In WAYR?, I note what I’m reading and comment...you note what you are reading and comment. Occasionally, I may add a section or a link related to books. Stuck with shorter reads again this week...although not out of laziness but because they were dense reads that were really good on multiple levels.
Permanent reading list:
The Complete Essays by Michel de Montaigne- I.56- On the length of life.- This sentence…
Therefore my opinion is that we should consider whatever age we have reached as an age reached by few. Since in the normal course of events men never reach that far, it is a sign that we are getting on.
I am a gay black man on the 51 side of 50-years old. I never expected to be this old. I’ve certainly been in my share of dangerous situations; more out of my own doing than anything else, really. I know plenty of similarily situated people that died before me.
And I haven’t even thought about, really, the sudden taking of lives (usually by other black men...(but that’s a whole other story that I won’t get into now); lives that were just as deserving of life as mine was and is.
Sure, M. talks here about Augustus and others shaving years off of their lives and he talks a little losing your mental faculties prior to losing physical capabilities...but this essay specifically and that sentence, generally, sent me off into a more...personal realm.
The Complete Sherlock Holmes Vol. 1 by Sir Arthur Conan Doyle-The Musgrave Ritual- I’ll get to it next week
I am reading:
In Search of Silence: The Journals of Samuel Delany: Vol 1 1957-1969-
Dancing on the Edge of the World by Ursula LeGuin
An Uncertain Place by Fred Vargas
An Army of Ex-Gay Lovers: My Life at the Gay Community News by Amy Hoffman
I saw this issue of Philosophy Now at my local newsstand and decided to buy a copy because it contained this essay by an Anya Daly.
I am usually leery of philosophical approaches to a problem like homelessness (having lived through being homeless, myself) but I noted that Ms. Daly had been homeless once before; giving her an experential as well as a philosophical background to say some really useful things on the subject...but I’ll talk about this more in my other column...the Jacques Derrida essay is also interesting for it’s biographical details about Derrida and it’s subject matter, the ancient Greek concept of hospitality.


### Exercise directions
Copy all lines below that use the word "will".

### Listed records
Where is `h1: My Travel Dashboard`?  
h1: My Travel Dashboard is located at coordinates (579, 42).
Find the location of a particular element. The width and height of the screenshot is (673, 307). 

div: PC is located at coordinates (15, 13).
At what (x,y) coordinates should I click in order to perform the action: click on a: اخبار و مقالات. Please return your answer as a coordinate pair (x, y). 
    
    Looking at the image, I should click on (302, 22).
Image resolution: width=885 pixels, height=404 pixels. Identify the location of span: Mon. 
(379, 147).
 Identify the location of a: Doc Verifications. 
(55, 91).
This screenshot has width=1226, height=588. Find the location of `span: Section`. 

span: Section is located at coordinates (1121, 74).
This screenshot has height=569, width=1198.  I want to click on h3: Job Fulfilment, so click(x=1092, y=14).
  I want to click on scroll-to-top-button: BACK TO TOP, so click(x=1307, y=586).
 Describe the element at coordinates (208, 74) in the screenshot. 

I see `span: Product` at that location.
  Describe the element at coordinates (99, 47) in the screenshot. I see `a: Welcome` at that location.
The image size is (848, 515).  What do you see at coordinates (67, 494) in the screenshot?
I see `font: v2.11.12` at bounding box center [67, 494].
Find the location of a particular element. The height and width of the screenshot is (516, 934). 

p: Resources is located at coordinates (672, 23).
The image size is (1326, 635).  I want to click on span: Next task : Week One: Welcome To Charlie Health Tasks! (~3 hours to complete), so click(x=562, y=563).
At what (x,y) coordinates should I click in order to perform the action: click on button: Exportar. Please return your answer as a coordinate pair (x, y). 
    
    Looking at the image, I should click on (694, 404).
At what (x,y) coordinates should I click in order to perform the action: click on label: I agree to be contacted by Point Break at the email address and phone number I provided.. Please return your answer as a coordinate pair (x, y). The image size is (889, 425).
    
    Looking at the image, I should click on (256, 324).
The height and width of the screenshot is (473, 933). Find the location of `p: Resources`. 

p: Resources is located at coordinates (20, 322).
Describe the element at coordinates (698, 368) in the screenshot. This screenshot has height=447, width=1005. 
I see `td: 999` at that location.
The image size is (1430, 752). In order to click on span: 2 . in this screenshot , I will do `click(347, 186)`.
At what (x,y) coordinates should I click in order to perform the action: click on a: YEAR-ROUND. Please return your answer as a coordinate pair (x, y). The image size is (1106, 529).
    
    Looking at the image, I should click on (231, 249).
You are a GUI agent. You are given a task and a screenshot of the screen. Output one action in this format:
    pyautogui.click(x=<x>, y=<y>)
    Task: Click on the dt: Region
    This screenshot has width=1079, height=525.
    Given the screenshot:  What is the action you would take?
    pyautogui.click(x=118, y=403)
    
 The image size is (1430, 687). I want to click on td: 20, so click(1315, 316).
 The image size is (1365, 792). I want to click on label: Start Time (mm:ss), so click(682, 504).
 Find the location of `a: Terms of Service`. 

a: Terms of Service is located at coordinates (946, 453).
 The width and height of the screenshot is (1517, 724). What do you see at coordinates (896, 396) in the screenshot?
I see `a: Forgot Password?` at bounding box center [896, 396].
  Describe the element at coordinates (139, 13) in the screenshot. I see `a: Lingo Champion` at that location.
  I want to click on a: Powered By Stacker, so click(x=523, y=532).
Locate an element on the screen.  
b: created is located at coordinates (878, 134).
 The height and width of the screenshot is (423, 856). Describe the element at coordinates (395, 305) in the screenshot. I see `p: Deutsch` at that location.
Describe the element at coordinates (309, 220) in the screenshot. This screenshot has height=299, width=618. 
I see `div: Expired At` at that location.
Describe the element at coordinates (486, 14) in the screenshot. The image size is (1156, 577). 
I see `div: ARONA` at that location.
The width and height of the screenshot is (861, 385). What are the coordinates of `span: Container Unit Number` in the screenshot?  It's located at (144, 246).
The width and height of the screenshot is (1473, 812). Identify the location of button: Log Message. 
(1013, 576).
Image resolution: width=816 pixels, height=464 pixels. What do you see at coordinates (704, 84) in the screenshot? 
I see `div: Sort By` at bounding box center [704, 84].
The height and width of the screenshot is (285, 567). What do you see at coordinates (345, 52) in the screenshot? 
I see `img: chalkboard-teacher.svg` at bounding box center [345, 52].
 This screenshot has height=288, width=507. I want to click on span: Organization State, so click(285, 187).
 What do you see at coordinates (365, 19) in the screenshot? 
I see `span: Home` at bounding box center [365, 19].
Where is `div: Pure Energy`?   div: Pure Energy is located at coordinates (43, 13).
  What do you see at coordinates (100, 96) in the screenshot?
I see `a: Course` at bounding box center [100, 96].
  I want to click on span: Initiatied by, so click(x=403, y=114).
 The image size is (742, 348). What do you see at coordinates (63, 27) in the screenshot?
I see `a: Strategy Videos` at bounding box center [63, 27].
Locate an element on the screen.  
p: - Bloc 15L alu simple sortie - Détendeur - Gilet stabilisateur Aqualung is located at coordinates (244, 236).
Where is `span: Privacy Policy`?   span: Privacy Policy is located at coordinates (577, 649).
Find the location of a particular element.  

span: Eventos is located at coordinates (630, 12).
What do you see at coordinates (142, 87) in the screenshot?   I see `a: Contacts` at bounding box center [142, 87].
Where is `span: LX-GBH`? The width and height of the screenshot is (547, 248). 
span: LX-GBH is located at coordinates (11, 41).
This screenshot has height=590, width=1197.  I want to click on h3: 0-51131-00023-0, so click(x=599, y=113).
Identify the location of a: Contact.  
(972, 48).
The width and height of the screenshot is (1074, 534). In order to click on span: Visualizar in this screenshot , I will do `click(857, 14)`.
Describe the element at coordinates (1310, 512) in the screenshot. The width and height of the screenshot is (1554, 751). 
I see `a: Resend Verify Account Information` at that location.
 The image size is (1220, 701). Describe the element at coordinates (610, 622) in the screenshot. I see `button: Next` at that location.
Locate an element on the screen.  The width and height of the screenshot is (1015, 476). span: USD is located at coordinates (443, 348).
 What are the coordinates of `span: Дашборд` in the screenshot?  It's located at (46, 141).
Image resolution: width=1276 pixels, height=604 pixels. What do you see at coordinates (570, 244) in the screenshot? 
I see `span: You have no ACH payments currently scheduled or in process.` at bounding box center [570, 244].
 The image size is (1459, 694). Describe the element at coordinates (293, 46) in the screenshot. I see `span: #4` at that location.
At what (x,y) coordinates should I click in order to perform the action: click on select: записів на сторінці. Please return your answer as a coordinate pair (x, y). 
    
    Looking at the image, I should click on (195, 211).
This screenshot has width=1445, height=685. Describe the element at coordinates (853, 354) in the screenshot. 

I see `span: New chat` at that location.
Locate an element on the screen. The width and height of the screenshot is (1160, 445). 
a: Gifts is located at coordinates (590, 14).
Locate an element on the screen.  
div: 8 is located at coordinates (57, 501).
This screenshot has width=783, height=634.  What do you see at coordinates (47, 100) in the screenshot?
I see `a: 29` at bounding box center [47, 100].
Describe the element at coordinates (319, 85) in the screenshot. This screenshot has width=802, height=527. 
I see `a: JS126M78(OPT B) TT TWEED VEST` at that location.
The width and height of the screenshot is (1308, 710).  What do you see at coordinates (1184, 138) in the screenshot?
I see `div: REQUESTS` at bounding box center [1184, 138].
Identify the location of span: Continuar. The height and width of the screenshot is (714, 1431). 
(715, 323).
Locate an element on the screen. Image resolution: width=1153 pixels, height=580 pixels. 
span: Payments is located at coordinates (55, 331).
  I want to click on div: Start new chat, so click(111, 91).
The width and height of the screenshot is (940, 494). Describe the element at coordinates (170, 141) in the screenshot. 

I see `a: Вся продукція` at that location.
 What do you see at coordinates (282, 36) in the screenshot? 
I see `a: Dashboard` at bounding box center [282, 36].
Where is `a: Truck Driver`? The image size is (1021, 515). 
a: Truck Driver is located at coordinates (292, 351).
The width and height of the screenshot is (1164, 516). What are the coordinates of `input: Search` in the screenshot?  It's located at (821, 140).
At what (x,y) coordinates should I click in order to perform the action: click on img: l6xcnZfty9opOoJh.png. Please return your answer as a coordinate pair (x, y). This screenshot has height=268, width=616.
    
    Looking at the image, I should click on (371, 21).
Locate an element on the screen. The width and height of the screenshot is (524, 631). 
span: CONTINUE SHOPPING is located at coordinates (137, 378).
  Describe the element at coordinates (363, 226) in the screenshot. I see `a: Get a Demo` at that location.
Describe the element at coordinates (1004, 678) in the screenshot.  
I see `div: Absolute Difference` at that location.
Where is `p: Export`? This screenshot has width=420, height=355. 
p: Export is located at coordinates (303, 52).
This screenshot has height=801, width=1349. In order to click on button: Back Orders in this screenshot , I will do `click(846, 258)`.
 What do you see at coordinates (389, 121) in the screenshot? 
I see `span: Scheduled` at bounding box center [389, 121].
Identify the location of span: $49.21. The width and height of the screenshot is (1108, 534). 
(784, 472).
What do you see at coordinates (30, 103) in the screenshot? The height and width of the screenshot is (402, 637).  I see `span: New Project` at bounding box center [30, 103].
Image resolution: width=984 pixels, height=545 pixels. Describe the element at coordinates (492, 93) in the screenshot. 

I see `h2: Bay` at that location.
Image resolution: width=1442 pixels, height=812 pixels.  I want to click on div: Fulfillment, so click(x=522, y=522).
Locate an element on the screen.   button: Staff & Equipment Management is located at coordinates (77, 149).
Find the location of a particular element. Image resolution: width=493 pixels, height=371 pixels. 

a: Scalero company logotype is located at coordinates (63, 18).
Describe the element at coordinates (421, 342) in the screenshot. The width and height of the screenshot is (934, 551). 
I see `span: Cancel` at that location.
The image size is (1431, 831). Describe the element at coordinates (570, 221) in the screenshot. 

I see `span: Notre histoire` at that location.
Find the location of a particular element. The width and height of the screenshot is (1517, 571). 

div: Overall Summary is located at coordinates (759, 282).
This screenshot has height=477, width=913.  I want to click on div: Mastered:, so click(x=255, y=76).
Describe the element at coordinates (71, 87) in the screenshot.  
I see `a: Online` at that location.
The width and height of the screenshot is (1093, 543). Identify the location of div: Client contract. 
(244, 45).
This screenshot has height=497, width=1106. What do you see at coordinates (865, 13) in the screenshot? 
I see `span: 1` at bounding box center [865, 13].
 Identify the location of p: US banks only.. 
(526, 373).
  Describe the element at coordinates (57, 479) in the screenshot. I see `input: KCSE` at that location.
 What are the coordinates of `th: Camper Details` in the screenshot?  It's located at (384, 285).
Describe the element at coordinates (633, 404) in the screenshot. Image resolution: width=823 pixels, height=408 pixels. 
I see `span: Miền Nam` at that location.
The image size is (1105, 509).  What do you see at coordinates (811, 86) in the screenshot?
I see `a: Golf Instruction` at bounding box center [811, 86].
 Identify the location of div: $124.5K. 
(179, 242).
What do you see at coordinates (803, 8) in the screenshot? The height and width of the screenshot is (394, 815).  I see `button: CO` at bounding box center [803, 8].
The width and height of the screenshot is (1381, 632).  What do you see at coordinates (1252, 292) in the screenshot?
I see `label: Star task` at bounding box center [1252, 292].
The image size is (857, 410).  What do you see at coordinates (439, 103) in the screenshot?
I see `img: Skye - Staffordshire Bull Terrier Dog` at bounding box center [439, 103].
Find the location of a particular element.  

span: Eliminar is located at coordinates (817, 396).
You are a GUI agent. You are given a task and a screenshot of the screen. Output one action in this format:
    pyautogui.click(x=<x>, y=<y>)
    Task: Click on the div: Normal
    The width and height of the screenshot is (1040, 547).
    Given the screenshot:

### Answer for this exercise
The image size is (1430, 752). In order to click on span: 2 . in this screenshot , I will do `click(347, 186)`.
The width and height of the screenshot is (1074, 534). In order to click on span: Visualizar in this screenshot , I will do `click(857, 14)`.
This screenshot has height=801, width=1349. In order to click on button: Back Orders in this screenshot , I will do `click(846, 258)`.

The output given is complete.